Psychedelic Rock Posters and Fashion of the 1960s – Portland Art Museum
October 19–March 30, 2025
Portland Art Museum, Oregon
Psychedelic Rock Posters and Fashion of the 1960s reveals the passion and creativity of the era through the iconic rock posters of San Francisco and beyond. The Haight-Ashbury neighborhood of San Francisco was an incubator for ideas, expression, social thought, and, above all, music. Young people from across the nation gathered there to explore alternative ways of living and to challenge contemporary paradigms. At the heart of it all was the psychedelic experience, or an altered state of consciousness.
To capture the heady experience of life and music at this time, poster artists invented a graphic language to communicate the excitement of rock concerts, which featured liquid light shows and film projections. They drew on disparate historical precedents such as Art Nouveau, Wild West posters, and Victorian engraving and combined them with vibrating color, inventive lettering, and witty and provocative design. The exhibition brings together more than 200 rock posters, including work by the “big five” designers of the day—Rick Griffin, Alton Kelley, Victor Moscoso, Stanley Mouse, and Wes Wilson—as well as other superb talents, such as Bonnie MacLean and Bob “Raphael” Schnepf.
Fashion both reflected and influenced the psychedelic look of the posters. The exhibition showcases approximately 20 eclectic vintage styles ranging from embroidered denim and hippy fringe to crochet and velvet.
Psychedelic Rock Posters and Fashion of the 1960s draws from the collection of the Portland Art Museum, most of which comes from a major donation from Gary Westford, who serves as a consultant on the project. Key loans round out the visual story of the psychedelic era.
The exhibition is curated by Mary Weaver Chapin, Ph.D., Curator of Prints and Drawings. Supported in part by Exhibition Series Sponsors.
portlandartmuseum.org
2024.10.13 Psychedelic Rock Posters and Fashion of the 1960s. Installation for Bill Ham Lights at Portland Art Museum.
Photo by Gary Westford
MOONALICE 420 GATHERING OF THE TRIBE 2024, 23 POSTER SET
12.75″ x 17.25″ limited edition offset lithograph printed poster
20” x 20” promo/social media material
1920pix x 1080pix stage backdrop
Light painting by Bill Ham. Light painting photo and poster design by emi
Moonalice Poster Store – 420 Poster Set 2024
Light by Bill Ham: One Time, One Chance 9/14 – 10/29/23
The Haight Street Art Center presents “Light by Bill Ham: One Time, One Chance,” an exhibition of almost 40 acrylic-on-canvas paintings from the past five years by artist Bill Ham. September 14 – October 29, 2023.
While many in the rock-poster community know of Bill Ham for the light shows he ran in the late 1960s, particularly at the Avalon Ballroom, Ham always thought of his work in projected light as fine art, variously referring to it as “kinetic Abstract Expressionism” or “electric action painting.” From the beginning, San Francisco’s daily newspapers agreed, sending their first-tier art critics to report on his work as early as January 1966. The favorable coverage that ensued led to a series of performances with jazz musicians in 1967 at the San Francisco Museum of Art, followed by a half century of similar events around the world, whether at the artist’s Light Sound Dimension Theatre on California Street or arts institutions across Europe, where Ham lived for three years in the early 1970s.
Included in the exhibition are multiple groupings of paintings in grids, columns, and rows-because Ham paints his canvases from all sides as they lay flat, they cannot be said to have a top or a bottom, which means Ham’s show at the Haight Street Art Center will present his paintings in just one of tens of thousands of possible ways. Also included in the exhibition is a selection of vintage rock posters bearing his name, a DVD documenting recent Ham light shows, and several pieces of light-show equipment, among them an overhead projector upon which dishes of colored liquids were manipulated by the artist to create transient, abstract compositions.
The Haight Street Art Center is located at 215 Haight Street, just west of Laguna. Hours are noon to 6, Thursday to Sunday.
Thank you so much to all the people for joining to the opening reception on Thursday September 14.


WHAT YOU HAVE TO DO - Look through the data for the string "topology". Copy every line where it is found.

+++ SOURCE DATA +++

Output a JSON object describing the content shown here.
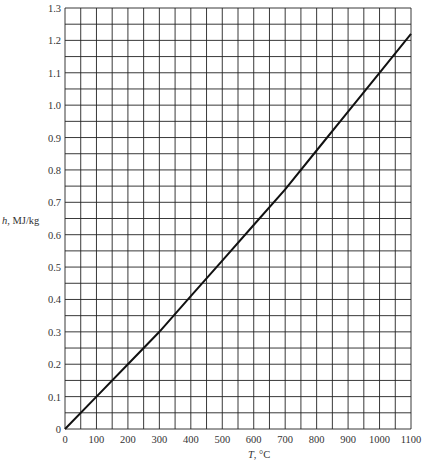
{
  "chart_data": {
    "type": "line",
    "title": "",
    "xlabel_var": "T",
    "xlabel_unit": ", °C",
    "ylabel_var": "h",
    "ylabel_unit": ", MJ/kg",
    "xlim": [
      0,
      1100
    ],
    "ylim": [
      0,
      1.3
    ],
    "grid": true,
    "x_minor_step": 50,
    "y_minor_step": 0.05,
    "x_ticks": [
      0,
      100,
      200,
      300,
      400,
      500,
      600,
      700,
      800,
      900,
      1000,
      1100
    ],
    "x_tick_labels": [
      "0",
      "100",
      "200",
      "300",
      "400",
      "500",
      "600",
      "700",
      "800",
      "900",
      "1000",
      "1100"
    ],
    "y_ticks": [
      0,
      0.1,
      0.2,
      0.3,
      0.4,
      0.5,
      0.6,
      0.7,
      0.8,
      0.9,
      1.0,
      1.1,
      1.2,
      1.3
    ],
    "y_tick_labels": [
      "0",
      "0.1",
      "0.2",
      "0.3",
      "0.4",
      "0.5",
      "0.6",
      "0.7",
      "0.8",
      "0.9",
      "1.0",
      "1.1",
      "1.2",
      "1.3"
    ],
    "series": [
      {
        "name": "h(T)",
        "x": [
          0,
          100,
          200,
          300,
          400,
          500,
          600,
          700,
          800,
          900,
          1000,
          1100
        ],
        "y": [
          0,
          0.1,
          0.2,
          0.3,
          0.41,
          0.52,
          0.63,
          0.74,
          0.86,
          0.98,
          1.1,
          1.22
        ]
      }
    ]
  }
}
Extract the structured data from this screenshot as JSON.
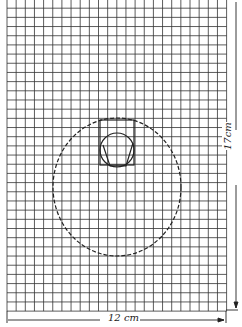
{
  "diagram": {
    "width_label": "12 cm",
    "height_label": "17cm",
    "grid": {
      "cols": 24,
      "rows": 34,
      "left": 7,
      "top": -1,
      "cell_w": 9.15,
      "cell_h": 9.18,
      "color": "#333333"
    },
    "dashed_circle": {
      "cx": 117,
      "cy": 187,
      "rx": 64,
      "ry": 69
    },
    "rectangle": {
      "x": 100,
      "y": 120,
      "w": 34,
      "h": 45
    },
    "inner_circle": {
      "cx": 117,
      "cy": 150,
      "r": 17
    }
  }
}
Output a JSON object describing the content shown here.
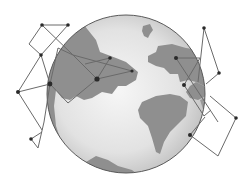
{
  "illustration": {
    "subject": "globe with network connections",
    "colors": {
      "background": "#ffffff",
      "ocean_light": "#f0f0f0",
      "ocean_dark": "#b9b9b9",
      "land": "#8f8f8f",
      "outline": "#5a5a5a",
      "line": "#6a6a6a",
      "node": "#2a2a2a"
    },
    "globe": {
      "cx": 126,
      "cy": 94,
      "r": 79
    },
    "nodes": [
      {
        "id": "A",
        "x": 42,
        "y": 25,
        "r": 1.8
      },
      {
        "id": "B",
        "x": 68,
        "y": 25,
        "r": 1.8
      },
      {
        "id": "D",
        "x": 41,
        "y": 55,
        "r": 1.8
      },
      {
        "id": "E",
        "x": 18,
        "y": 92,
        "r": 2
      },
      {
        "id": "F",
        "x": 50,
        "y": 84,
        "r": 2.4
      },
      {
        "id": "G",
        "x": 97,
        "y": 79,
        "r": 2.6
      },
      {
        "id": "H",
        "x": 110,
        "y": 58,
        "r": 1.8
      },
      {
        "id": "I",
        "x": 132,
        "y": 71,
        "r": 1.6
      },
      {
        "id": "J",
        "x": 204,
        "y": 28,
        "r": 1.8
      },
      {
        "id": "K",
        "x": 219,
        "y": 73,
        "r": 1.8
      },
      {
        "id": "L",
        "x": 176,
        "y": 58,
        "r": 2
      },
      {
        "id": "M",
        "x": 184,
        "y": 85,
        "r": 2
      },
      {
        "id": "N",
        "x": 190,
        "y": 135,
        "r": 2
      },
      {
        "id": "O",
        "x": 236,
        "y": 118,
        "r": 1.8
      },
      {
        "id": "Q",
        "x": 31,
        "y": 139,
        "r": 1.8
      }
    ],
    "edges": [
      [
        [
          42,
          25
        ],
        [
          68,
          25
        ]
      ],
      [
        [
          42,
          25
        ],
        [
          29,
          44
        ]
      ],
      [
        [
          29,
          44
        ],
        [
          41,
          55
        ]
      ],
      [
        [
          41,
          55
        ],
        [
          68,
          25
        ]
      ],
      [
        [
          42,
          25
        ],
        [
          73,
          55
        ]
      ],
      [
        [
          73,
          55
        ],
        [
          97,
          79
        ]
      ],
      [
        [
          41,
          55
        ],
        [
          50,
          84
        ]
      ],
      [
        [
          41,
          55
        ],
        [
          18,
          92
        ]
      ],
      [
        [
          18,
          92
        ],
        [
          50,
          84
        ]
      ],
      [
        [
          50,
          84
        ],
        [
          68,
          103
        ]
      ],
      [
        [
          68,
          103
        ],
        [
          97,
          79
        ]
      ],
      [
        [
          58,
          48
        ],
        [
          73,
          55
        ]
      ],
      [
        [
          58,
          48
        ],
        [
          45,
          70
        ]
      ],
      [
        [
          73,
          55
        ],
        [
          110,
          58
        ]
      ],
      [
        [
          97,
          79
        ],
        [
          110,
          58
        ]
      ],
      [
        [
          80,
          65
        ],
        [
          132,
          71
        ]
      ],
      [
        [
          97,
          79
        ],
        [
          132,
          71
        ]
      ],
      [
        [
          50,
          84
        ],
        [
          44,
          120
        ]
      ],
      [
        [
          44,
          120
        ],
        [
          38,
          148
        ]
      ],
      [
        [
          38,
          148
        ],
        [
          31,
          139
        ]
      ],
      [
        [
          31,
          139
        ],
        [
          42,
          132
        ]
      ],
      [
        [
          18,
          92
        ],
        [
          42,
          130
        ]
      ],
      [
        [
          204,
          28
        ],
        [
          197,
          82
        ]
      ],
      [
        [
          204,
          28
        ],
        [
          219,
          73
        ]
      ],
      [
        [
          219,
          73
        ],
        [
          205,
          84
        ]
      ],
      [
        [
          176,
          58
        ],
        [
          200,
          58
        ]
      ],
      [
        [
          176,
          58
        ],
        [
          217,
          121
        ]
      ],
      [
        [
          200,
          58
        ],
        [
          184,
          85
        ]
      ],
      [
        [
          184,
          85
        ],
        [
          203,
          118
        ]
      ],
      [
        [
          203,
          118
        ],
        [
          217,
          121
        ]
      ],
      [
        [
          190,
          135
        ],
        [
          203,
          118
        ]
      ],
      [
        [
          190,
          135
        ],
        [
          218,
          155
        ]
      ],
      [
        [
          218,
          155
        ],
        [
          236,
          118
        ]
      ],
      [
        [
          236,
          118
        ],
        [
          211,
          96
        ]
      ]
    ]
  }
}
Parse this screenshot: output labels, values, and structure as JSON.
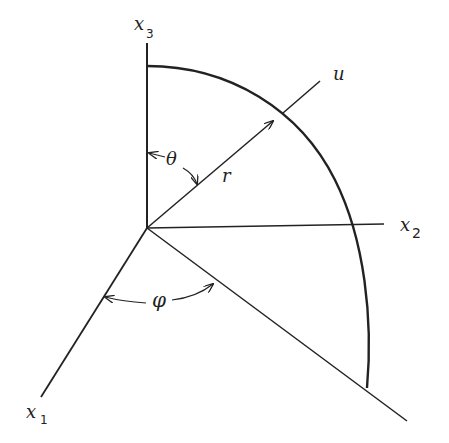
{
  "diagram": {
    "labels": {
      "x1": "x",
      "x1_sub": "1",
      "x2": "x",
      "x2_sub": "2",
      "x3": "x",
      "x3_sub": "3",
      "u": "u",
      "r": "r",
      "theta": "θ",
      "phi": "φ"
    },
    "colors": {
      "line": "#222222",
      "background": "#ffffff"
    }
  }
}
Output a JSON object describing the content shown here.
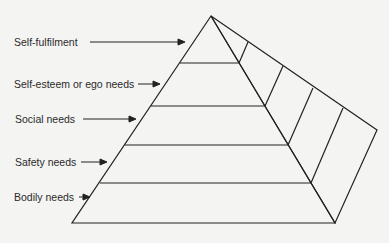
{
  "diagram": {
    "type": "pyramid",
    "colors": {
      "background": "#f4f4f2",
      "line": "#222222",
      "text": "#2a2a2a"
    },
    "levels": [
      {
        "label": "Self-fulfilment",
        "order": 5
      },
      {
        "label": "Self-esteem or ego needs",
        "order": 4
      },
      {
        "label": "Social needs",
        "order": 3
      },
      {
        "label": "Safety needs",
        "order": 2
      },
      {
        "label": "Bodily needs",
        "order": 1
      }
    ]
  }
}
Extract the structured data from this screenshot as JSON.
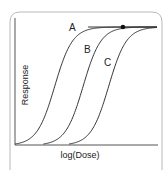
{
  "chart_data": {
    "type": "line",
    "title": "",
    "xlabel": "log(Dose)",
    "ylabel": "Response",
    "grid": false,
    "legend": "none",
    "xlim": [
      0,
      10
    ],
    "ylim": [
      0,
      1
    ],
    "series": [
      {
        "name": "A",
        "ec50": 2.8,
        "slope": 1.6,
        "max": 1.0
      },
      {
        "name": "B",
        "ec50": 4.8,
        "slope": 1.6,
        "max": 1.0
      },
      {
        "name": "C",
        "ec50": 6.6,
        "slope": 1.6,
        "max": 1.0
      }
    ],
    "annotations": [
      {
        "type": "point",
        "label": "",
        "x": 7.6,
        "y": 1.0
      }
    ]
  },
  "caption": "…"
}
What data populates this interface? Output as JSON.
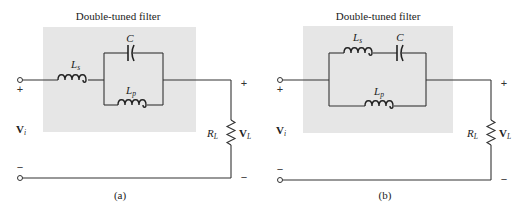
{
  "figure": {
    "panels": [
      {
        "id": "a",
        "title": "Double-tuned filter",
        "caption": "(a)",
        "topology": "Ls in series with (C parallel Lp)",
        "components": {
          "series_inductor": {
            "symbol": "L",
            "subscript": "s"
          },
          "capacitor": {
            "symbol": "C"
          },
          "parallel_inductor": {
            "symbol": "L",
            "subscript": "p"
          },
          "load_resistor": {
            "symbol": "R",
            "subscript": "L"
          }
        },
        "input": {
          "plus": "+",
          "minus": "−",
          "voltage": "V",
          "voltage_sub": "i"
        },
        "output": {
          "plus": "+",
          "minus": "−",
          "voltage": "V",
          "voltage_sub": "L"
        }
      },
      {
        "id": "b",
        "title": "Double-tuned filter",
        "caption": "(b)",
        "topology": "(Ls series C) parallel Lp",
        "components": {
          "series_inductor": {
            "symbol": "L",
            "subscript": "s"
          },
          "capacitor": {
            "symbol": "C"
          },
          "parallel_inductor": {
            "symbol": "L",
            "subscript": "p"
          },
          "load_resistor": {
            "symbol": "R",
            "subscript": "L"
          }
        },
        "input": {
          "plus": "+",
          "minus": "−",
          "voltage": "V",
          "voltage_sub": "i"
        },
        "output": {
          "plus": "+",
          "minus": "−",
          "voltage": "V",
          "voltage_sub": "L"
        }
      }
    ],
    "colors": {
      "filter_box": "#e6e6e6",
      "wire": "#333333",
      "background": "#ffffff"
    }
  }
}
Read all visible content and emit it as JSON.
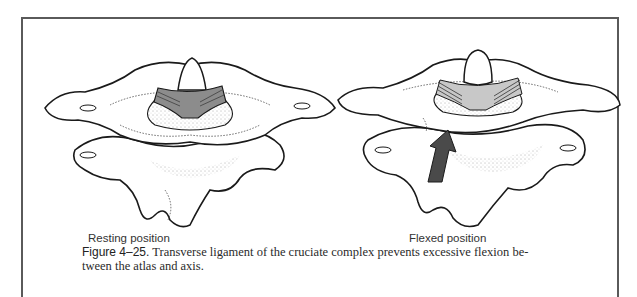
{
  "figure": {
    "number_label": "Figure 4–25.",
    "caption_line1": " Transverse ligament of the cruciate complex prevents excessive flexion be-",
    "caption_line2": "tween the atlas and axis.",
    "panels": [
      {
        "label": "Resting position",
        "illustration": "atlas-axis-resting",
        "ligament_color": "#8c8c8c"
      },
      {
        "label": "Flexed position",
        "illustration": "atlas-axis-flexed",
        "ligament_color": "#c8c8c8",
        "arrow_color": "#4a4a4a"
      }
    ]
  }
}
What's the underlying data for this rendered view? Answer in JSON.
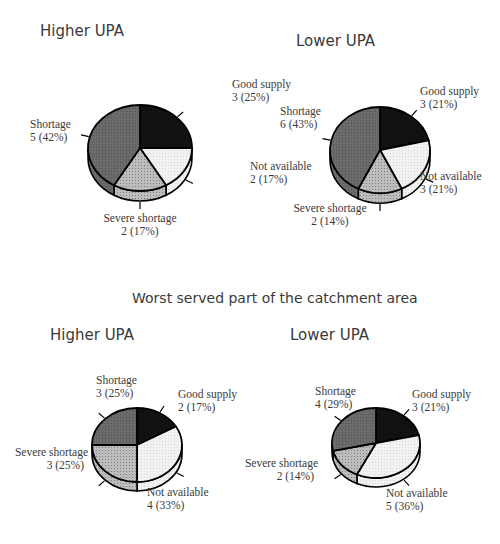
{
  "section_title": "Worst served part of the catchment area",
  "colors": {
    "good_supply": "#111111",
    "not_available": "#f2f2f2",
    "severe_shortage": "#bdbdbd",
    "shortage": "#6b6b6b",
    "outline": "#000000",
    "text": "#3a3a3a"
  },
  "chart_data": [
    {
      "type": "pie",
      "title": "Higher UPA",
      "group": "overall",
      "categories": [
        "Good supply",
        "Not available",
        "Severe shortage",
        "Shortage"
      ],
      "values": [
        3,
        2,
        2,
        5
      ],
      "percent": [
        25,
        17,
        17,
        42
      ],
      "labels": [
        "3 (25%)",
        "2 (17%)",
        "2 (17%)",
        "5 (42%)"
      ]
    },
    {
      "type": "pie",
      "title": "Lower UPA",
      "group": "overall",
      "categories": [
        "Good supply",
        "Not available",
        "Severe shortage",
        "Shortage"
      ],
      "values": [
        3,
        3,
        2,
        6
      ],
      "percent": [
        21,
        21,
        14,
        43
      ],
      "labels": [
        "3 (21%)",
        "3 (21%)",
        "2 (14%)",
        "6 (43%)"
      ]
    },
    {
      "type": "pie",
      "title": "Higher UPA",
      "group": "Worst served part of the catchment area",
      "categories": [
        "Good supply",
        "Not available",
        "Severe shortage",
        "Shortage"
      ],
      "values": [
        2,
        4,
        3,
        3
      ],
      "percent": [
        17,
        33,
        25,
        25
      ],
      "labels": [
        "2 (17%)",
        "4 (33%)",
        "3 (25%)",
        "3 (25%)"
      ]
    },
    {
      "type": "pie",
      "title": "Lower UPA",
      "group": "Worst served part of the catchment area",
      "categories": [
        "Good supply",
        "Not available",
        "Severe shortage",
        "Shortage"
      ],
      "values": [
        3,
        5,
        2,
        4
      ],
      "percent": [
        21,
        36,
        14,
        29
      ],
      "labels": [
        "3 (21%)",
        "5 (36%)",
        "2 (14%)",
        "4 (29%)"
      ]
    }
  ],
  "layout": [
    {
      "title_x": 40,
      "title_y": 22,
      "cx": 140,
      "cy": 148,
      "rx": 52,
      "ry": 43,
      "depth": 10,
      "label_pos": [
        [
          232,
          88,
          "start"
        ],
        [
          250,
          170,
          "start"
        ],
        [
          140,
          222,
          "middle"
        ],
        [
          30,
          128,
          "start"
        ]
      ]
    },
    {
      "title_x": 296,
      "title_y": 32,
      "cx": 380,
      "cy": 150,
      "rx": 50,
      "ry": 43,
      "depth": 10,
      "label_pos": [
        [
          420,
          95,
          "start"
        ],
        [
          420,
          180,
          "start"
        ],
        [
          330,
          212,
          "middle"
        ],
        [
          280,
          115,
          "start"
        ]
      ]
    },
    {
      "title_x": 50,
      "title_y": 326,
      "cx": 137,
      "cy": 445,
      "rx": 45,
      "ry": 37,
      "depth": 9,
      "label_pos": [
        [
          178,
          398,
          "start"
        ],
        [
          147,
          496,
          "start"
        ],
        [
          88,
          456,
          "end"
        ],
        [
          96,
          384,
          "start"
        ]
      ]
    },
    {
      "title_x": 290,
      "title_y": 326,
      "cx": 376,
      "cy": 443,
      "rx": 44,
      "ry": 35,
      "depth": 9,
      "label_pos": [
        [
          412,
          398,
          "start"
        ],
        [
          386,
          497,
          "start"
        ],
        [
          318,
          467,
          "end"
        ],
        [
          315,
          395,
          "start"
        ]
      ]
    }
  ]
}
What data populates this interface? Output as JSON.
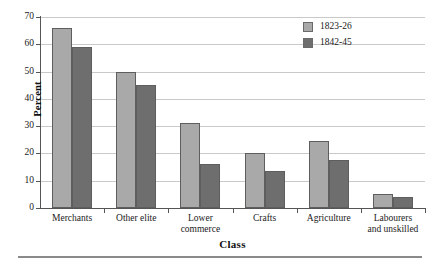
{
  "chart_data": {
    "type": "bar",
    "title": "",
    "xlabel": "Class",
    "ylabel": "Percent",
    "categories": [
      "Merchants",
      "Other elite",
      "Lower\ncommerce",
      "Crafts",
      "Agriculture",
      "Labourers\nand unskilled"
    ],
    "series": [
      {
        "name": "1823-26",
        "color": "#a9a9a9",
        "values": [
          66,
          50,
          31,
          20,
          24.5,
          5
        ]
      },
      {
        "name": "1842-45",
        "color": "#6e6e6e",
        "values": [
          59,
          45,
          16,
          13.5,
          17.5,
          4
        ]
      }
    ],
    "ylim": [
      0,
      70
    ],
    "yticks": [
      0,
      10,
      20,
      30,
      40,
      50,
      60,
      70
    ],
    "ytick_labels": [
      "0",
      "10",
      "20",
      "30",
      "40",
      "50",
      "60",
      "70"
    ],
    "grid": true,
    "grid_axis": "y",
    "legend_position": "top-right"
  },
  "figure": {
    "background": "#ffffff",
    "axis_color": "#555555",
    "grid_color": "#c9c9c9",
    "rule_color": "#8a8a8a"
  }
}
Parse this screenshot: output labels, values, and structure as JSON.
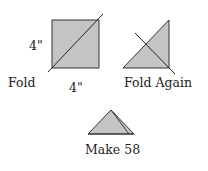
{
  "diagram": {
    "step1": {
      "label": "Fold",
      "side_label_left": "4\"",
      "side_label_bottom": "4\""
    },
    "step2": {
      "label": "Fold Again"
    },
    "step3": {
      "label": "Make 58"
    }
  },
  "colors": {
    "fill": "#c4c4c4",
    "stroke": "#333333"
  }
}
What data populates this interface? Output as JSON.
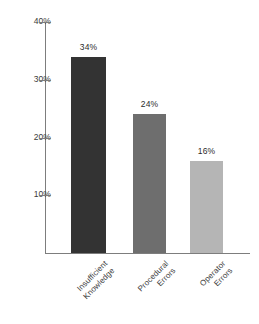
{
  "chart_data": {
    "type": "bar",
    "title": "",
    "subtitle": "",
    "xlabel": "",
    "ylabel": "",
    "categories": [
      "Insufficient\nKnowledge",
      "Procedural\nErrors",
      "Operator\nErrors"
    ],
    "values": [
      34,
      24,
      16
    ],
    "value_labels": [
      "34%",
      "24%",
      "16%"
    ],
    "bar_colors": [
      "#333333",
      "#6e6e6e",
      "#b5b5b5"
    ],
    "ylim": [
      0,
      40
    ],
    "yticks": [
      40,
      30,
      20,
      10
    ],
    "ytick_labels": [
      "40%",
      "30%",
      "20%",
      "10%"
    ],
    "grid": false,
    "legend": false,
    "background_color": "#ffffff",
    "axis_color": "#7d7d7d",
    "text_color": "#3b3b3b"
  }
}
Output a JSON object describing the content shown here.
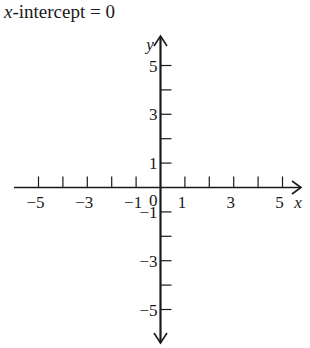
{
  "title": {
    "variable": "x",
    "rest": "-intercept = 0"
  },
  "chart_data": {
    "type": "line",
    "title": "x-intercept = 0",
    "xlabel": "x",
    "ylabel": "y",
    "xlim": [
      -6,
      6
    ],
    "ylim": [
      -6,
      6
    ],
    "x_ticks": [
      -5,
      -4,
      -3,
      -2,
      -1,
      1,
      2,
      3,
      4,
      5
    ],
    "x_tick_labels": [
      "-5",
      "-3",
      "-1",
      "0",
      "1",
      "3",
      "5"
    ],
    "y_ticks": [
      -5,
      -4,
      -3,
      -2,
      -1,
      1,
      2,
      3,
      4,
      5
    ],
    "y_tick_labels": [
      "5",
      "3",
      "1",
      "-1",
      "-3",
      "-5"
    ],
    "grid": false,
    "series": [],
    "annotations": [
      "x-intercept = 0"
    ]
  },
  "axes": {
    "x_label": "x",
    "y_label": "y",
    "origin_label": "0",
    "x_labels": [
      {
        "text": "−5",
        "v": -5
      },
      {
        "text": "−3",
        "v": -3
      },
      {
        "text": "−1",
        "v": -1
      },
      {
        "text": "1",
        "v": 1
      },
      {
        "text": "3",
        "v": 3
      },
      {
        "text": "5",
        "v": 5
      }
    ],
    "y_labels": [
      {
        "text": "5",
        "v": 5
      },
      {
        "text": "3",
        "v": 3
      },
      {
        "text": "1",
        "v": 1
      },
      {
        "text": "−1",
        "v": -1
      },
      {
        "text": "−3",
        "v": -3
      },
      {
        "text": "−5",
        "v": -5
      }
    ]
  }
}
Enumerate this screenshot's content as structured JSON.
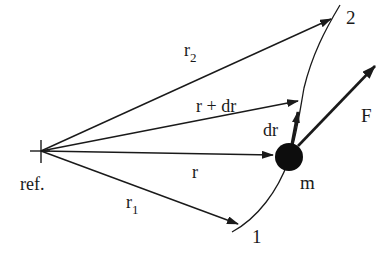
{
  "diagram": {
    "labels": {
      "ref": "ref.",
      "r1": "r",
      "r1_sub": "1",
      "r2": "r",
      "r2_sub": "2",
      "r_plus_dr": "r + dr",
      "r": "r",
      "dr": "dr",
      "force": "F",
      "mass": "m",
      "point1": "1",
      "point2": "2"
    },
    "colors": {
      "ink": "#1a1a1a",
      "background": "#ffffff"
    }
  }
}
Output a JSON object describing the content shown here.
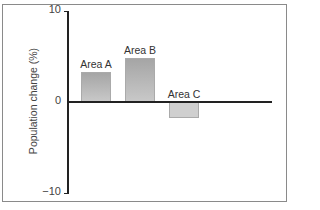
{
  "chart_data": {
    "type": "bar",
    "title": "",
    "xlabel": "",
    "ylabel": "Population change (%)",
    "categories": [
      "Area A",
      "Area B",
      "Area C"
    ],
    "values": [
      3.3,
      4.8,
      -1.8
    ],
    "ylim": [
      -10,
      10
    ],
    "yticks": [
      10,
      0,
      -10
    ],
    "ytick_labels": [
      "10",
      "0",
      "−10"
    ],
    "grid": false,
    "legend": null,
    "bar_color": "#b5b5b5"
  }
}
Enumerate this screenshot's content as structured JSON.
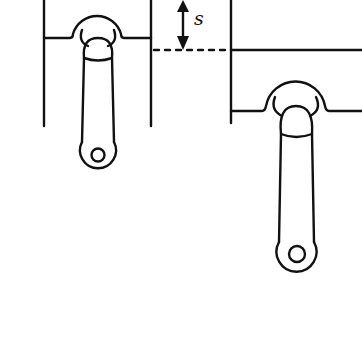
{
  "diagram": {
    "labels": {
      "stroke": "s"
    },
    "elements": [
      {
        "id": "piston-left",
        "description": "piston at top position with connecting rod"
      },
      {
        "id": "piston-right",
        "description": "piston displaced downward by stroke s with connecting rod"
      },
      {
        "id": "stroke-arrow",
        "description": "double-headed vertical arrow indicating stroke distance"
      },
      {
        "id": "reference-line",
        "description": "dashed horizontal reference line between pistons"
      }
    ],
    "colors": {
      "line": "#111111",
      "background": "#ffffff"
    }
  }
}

+++

ANSWER FOR THIS EXERCISE -
        "topology": "Ls in series with (C parallel Lp)",
        "topology": "(Ls series C) parallel Lp",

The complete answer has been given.